Estimating: the leaden sparrow

HouseSparrow.jpgKees Moeliker, our European Bureau Chief, reports the latest about leaden sparrow research. (This is related only distantly to Jonathan Corum’s Python-inspired reseach report “Estimating the Airspeed Velocity of an Unladen Swallow.”) Moeliker writes:

Ramallah, a city on the West Bank (Palestinian Authority) known best from the Israel-Palestinian conflict, was also the study area of K.M. Swaileh and R. Sansur, both researchers at the Birzeit University. They captured some house sparrows (under license from Palestinian Ministry for Environmental Affairs) from the Ramallah streets, and – as reported in their paper “Monitoring urban heavy metal pollution using the House Sparrow“, in the Journal of Environmental Monitoring (vol. 8, 2006, pp. 209-13): “birds were sacrified, put in plastic bags and deep-frozen for later analysis.” Subsequently the sparrows were dissected, various tissue samples were digested in super-pure nitric and perchloric acids, and analysed. Their results “provide some evidence for the potential of the house sparrow as a biomonitor for urban heavy metal pollution.” It should be noted that leaded fuel was still used in the Palestinian Territories at the time of the study.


> [Exercise brief]:
Copy out all lines in the material below that contain the string "lever".

> [Record extracts]:
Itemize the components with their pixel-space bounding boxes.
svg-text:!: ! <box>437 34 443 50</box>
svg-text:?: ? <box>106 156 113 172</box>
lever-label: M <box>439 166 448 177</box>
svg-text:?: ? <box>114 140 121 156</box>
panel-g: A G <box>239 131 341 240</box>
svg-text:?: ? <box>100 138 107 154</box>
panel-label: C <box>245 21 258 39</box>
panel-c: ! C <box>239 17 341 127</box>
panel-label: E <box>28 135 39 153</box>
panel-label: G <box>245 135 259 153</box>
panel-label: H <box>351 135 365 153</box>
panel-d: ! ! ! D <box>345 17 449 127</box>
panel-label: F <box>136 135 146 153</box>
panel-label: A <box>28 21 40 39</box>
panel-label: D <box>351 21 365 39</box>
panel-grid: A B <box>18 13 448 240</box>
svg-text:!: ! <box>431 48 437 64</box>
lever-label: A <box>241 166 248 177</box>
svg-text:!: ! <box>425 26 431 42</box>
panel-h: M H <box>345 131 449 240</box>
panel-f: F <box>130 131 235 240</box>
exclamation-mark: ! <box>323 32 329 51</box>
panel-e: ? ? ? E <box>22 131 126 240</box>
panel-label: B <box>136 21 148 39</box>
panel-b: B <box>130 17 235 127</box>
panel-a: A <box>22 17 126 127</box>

> [Output for this task]:
lever-label: M <box>439 166 448 177</box>
lever-label: A <box>241 166 248 177</box>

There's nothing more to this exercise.